New York City, for instance, is winding up to rule that all single stall bathrooms must be “gender neutral,” a move proponents claim is a “positive step forward in the fight for equal rights.”

On the other hand, the Lone Star State just gained another voice leaning in favor of a religious freedom bill like North Carolina’s, as state Lt. Governor Dan Patrick has jumped into the debate by coming down in favor of North Carolina’s efforts, and South Carolina looks to emulate neighboring North Carolina with a similar bathroom bill of its own.

The entire discussion of bathroom laws was kicked off by North Carolina’s HB2 bill, of course, opposition to which Republican Governor Pat McCrory calls nothing but “political theater” drummed up by “left-wing activist groups.”

In a recent interview with NBC News, McCrory said opposition to HB2 is “political correctness gone amok,” and while he did have some sympathy for the very few transgender people living in his state, he said that bending over backwards for them is a step too far.

“I empathize with these people who have some very unique needs. But at the same time it doesn’t mean everyone else should have to compromise a well established etiquette of men in men’s restrooms and showers and locker rooms,” the Governor said.

Supporters of these laws say their goal is nothing like the florid warnings of the radical gay lobby. These bills are not “anti-LGBT” laws, as HRC wants to claim. They are pro-privacy, pro-safety, and pro-religious freedom statutes, supporters insist.

Supporters also say they have no desire to try to stomp on the rights of transgender people and homosexuals. Rather, they want to ensure that predators do not use badly crafted laws that tend to acquiesce to the demands of the LGBT lobby as an excuse to commit crimes. And most especially, many of these bills are aimed at making sure teenaged girls are not forced to shower with boys in public schools.

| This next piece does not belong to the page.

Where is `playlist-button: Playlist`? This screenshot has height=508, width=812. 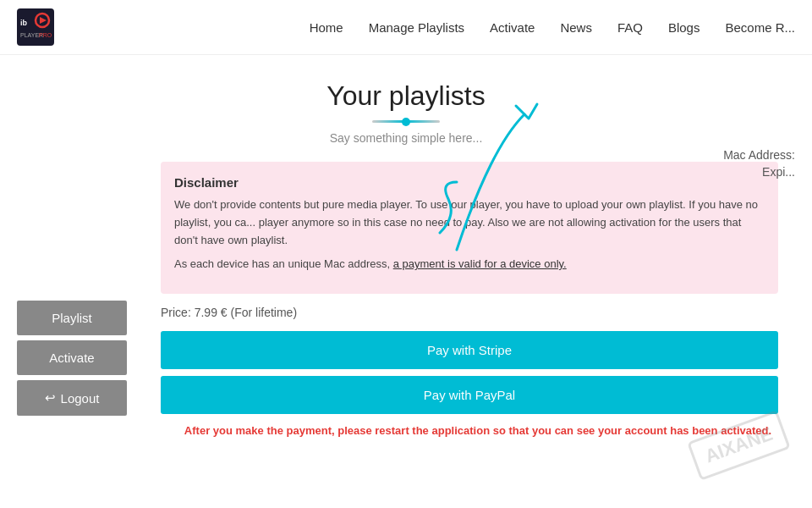
playlist-button: Playlist is located at coordinates (72, 318).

Indeed, as the debate roils over retail giant Target’s decision to allow transgender shoppers and employees to use any bathroom they feel like using at any given time, the number of crimes committed by sexual predators continues to proliferate, both in bathrooms at Target stores and elsewhere.

While most LGBT supporters dismiss as silly this worry of predators abusing the gay-friendly laws, even liberal Washington Post columnist Ruth Marcus admitted that the only logical outcome is exactly what detractors of LGBT-friendly bathroom policies fear. If transgender “rights” become a legal thing, then it is inevitable that girls be forced to shower with boys in schools (and vice versa).

“Even for people of goodwill, the emergence of transgender rights is going to take some adjusting,” Marcus admitted.